We know CoVid 19 is contagious.
But how lethal is it compared to an influenza outbreak?
The 2009 swine flu pandemic was an influenza pandemic that lasted about 19 months, from January 2009 to August 2010, and was the most recent flu pandemic involving H1N1 influenza virus (the first being the 1918–1920 Spanish flu pandemic and the second being the 1977 Russian flu). First described in April 2009, the virus appeared to be a new strain of H1N1 that resulted from a previous triple reassortment of bird, swine, and human flu viruses and that further combined with a Eurasian pig flu virus, leading to the term “swine flu“.

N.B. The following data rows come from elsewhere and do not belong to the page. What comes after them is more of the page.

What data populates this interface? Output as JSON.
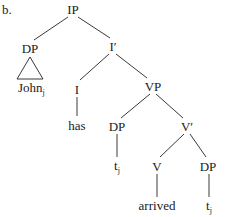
{
  "label": "b.",
  "nodes": {
    "ip": {
      "text": "IP"
    },
    "dp_subject": {
      "text": "DP"
    },
    "john": {
      "text": "John",
      "subscript": "j"
    },
    "i_bar": {
      "text": "I′"
    },
    "i_head": {
      "text": "I"
    },
    "has": {
      "text": "has"
    },
    "vp": {
      "text": "VP"
    },
    "dp_spec_vp": {
      "text": "DP"
    },
    "trace_spec": {
      "text": "t",
      "subscript": "j"
    },
    "v_bar": {
      "text": "V′"
    },
    "v_head": {
      "text": "V"
    },
    "arrived": {
      "text": "arrived"
    },
    "dp_object": {
      "text": "DP"
    },
    "trace_object": {
      "text": "t",
      "subscript": "j"
    }
  },
  "colors": {
    "text": "#1a1a1a",
    "lines": "#3a3a3a",
    "background": "#ffffff"
  }
}
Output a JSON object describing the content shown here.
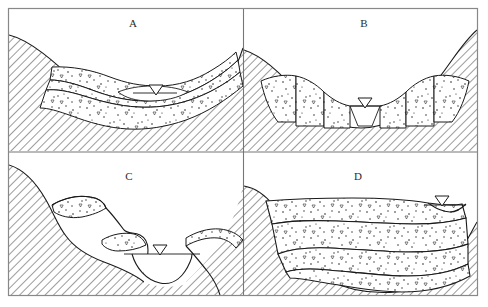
{
  "figure": {
    "title": "",
    "frame": {
      "x": 8,
      "y": 8,
      "width": 470,
      "height": 288,
      "border_color": "#888888"
    },
    "background_color": "#ffffff",
    "line_color": "#1a1a1a",
    "hatch_color": "#3a3a3a",
    "stipple_color": "#222222"
  },
  "panels": [
    {
      "id": "A",
      "label": "A",
      "label_x": 133,
      "label_y": 27,
      "description": "Broad alluvial valley fill with paired fill terraces and water table",
      "water_table": {
        "symbol": "water-table-triangle",
        "x": 155,
        "y": 90
      }
    },
    {
      "id": "B",
      "label": "B",
      "label_x": 364,
      "label_y": 27,
      "description": "Paired stepped fill terraces flanking narrow channel",
      "water_table": {
        "symbol": "water-table-triangle",
        "x": 365,
        "y": 100
      }
    },
    {
      "id": "C",
      "label": "C",
      "label_x": 129,
      "label_y": 180,
      "description": "Unpaired rock-cut strath terraces with thin gravel caps",
      "water_table": {
        "symbol": "water-table-triangle",
        "x": 160,
        "y": 247
      }
    },
    {
      "id": "D",
      "label": "D",
      "label_x": 358,
      "label_y": 180,
      "description": "Thick stacked valley fill with three depositional units",
      "water_table": {
        "symbol": "water-table-triangle",
        "x": 442,
        "y": 205
      }
    }
  ],
  "legend_symbols": {
    "bedrock": "diagonal-hatching",
    "alluvium": "stipple-and-pebbles",
    "water_table": "inverted-triangle"
  }
}
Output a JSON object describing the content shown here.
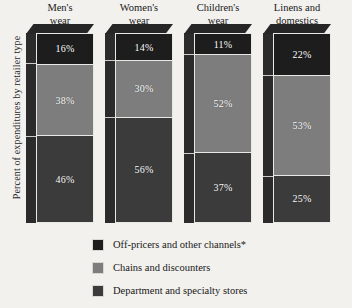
{
  "chart_data": {
    "type": "bar",
    "subtype": "stacked-3d-column",
    "title": "",
    "xlabel": "",
    "ylabel": "Percent of expenditures by retailer type",
    "ylim": [
      0,
      100
    ],
    "grid": false,
    "legend_position": "bottom",
    "units": "%",
    "categories": [
      "Men's\nwear",
      "Women's\nwear",
      "Children's\nwear",
      "Linens and\ndomestics"
    ],
    "series": [
      {
        "name": "Off-pricers and other channels*",
        "color": "#1d1d1d",
        "values": [
          16,
          14,
          11,
          22
        ],
        "labels": [
          "16%",
          "14%",
          "11%",
          "22%"
        ]
      },
      {
        "name": "Chains and discounters",
        "color": "#7d7d7d",
        "values": [
          38,
          30,
          52,
          53
        ],
        "labels": [
          "38%",
          "30%",
          "52%",
          "53%"
        ]
      },
      {
        "name": "Department and specialty stores",
        "color": "#3b3b3b",
        "values": [
          46,
          56,
          37,
          25
        ],
        "labels": [
          "46%",
          "56%",
          "37%",
          "25%"
        ]
      }
    ],
    "stack_order": "top-to-bottom",
    "annotations": [
      "*"
    ]
  },
  "legend": {
    "items": [
      {
        "label": "Off-pricers and other channels*",
        "color": "#1d1d1d"
      },
      {
        "label": "Chains and discounters",
        "color": "#7d7d7d"
      },
      {
        "label": "Department and specialty stores",
        "color": "#3b3b3b"
      }
    ]
  },
  "colors": {
    "background": "#f2f1ee",
    "side_face": "#2b2b2b",
    "segment_border": "#e9e8e4",
    "text": "#1a1a1a",
    "value_text": "#ffffff"
  }
}
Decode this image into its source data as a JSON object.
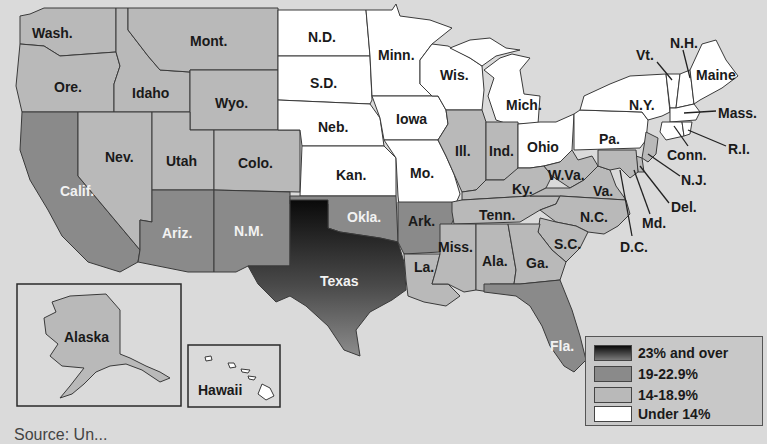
{
  "map": {
    "title": "",
    "colors": {
      "background": "#dadada",
      "tier_23_plus_top": "#0a0a0a",
      "tier_23_plus_bottom": "#8c8c8c",
      "tier_19_22_9": "#8a8a8a",
      "tier_14_18_9": "#b9b9b9",
      "tier_under_14": "#ffffff"
    },
    "legend": {
      "items": [
        {
          "label": "23% and over",
          "tier": "23+"
        },
        {
          "label": "19-22.9%",
          "tier": "19-22.9"
        },
        {
          "label": "14-18.9%",
          "tier": "14-18.9"
        },
        {
          "label": "Under 14%",
          "tier": "<14"
        }
      ]
    },
    "states": {
      "wash": {
        "label": "Wash.",
        "tier": "14-18.9"
      },
      "ore": {
        "label": "Ore.",
        "tier": "14-18.9"
      },
      "calif": {
        "label": "Calif.",
        "tier": "19-22.9"
      },
      "idaho": {
        "label": "Idaho",
        "tier": "14-18.9"
      },
      "nev": {
        "label": "Nev.",
        "tier": "14-18.9"
      },
      "mont": {
        "label": "Mont.",
        "tier": "14-18.9"
      },
      "wyo": {
        "label": "Wyo.",
        "tier": "14-18.9"
      },
      "utah": {
        "label": "Utah",
        "tier": "14-18.9"
      },
      "colo": {
        "label": "Colo.",
        "tier": "14-18.9"
      },
      "ariz": {
        "label": "Ariz.",
        "tier": "19-22.9"
      },
      "nm": {
        "label": "N.M.",
        "tier": "19-22.9"
      },
      "nd": {
        "label": "N.D.",
        "tier": "<14"
      },
      "sd": {
        "label": "S.D.",
        "tier": "<14"
      },
      "neb": {
        "label": "Neb.",
        "tier": "<14"
      },
      "kan": {
        "label": "Kan.",
        "tier": "<14"
      },
      "okla": {
        "label": "Okla.",
        "tier": "19-22.9"
      },
      "texas": {
        "label": "Texas",
        "tier": "23+"
      },
      "minn": {
        "label": "Minn.",
        "tier": "<14"
      },
      "iowa": {
        "label": "Iowa",
        "tier": "<14"
      },
      "mo": {
        "label": "Mo.",
        "tier": "<14"
      },
      "ark": {
        "label": "Ark.",
        "tier": "19-22.9"
      },
      "la": {
        "label": "La.",
        "tier": "14-18.9"
      },
      "wis": {
        "label": "Wis.",
        "tier": "<14"
      },
      "ill": {
        "label": "Ill.",
        "tier": "14-18.9"
      },
      "mich": {
        "label": "Mich.",
        "tier": "<14"
      },
      "ind": {
        "label": "Ind.",
        "tier": "14-18.9"
      },
      "ohio": {
        "label": "Ohio",
        "tier": "<14"
      },
      "ky": {
        "label": "Ky.",
        "tier": "14-18.9"
      },
      "tenn": {
        "label": "Tenn.",
        "tier": "14-18.9"
      },
      "miss": {
        "label": "Miss.",
        "tier": "14-18.9"
      },
      "ala": {
        "label": "Ala.",
        "tier": "14-18.9"
      },
      "ga": {
        "label": "Ga.",
        "tier": "14-18.9"
      },
      "fla": {
        "label": "Fla.",
        "tier": "19-22.9"
      },
      "sc": {
        "label": "S.C.",
        "tier": "14-18.9"
      },
      "nc": {
        "label": "N.C.",
        "tier": "14-18.9"
      },
      "va": {
        "label": "Va.",
        "tier": "14-18.9"
      },
      "wva": {
        "label": "W.Va.",
        "tier": "14-18.9"
      },
      "pa": {
        "label": "Pa.",
        "tier": "<14"
      },
      "ny": {
        "label": "N.Y.",
        "tier": "<14"
      },
      "vt": {
        "label": "Vt.",
        "tier": "<14"
      },
      "nh": {
        "label": "N.H.",
        "tier": "<14"
      },
      "maine": {
        "label": "Maine",
        "tier": "<14"
      },
      "mass": {
        "label": "Mass.",
        "tier": "<14"
      },
      "ri": {
        "label": "R.I.",
        "tier": "<14"
      },
      "conn": {
        "label": "Conn.",
        "tier": "<14"
      },
      "nj": {
        "label": "N.J.",
        "tier": "14-18.9"
      },
      "del": {
        "label": "Del.",
        "tier": "14-18.9"
      },
      "md": {
        "label": "Md.",
        "tier": "14-18.9"
      },
      "dc": {
        "label": "D.C.",
        "tier": "14-18.9"
      },
      "alaska": {
        "label": "Alaska",
        "tier": "14-18.9"
      },
      "hawaii": {
        "label": "Hawaii",
        "tier": "<14"
      }
    },
    "source_text": "Source: Un..."
  }
}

Some studies estimated that the actual number of cases including asymptomatic and mild cases could be 700 million to 1.4 billion people—or 11 to 21 percent of the global population of 6.8 billion at the time. The lower value of 700 million is more than the 500 million people estimated to have been infected by the Spanish flu pandemic. However, the Spanish flu infected a much higher proportion of the world population at the time, with the Spanish flu infecting an estimated 500 million people, which was roughly equivalent to a third of the world population at the time of the pandemic.
The number of lab-confirmed deaths reported to the World Health Organization (WHO) is 18,449, though the 2009 H1N1 flu pandemic is estimated to have actually caused about 284,000 (range from 150,000 to 575,000) deaths. A follow-up study done in September 2010 showed that the risk of serious illness resulting from the 2009 H1N1 flu was no higher than that of the yearly seasonal flu. For comparison, the WHO estimates that 250,000 to 500,000 people die of seasonal flu annually.
Unlike most strains of influenza, the Pandemic H1N1/09 virus did not disproportionately infect adults older than 60 years; this was an unusual and characteristic feature of the H1N1 pandemic. Even in the case of previously healthy people, a small percentage develop pneumonia or acute respiratory distress syndrome (ARDS). This manifests itself as increased breathing difficulty and typically occurs three to six days after initial onset of flu symptoms. The pneumonia caused by flu can be either direct viral pneumonia or a secondary bacterial pneumonia. A November 2009 New England Journal of Medicine article recommended that flu patients whose chest X-ray indicates pneumonia receive both antivirals and antibiotics. In particular, it is a warning sign if a child seems to be getting better and then relapses with high fever, as this relapse may be bacterial pneumonia.
Wong et al, 2013 reviewed the literature analyzing the probability of mortality among people classified as H1N1 cases. They found most of the estimates ranged from 5 to 50 deaths per 100,000 cases (0.005-0.05%)) In age-stratified analyses, risk estimates rose monotonically with age, from approximately one death per 100,000 symptomatic cases in children to approximately 1,000 deaths per 100,000 symptomatic cases in the elderly (1%), although with substantial variation in the estimates within each age group.

Fast-forward to CoVid, Blackburn et al, 2021 also found that the risk for death among infected persons increased with age. Indiana’s IFR for noninstitutionalized persons older than 60 years is just below 2% (1 in 50). In comparison, the ratio is approximately 2.5 times greater than the estimated IFR for seasonal influenza, 0.8% (1 in 125), among those aged 65 years and older (5). Of note, the IFR for non-Whites is more than 3 times that for Whites, despite COVID-19 decedents in that group being 5.6 years younger on average.
References:
Blackburn, J., Yiannoutsos, C. T., Carroll, A. E., Halverson, P. K., & Menachemi, N. (2021). Infection fatality ratios for COVID-19 among noninstitutionalized persons 12 and older: Results of a random-sample prevalence study. Annals of Internal Medicine, 174(1), 135–136.
Wong, J. Y., Kelly, H., Ip, D. K. M., Wu, J. T., Leung, G. M., & Cowling, B. J. (2013). Case fatality risk of influenza A (H1N1pdm09): a systematic review: A systematic review. Epidemiology (Cambridge, Mass.), 24(6), 830–841.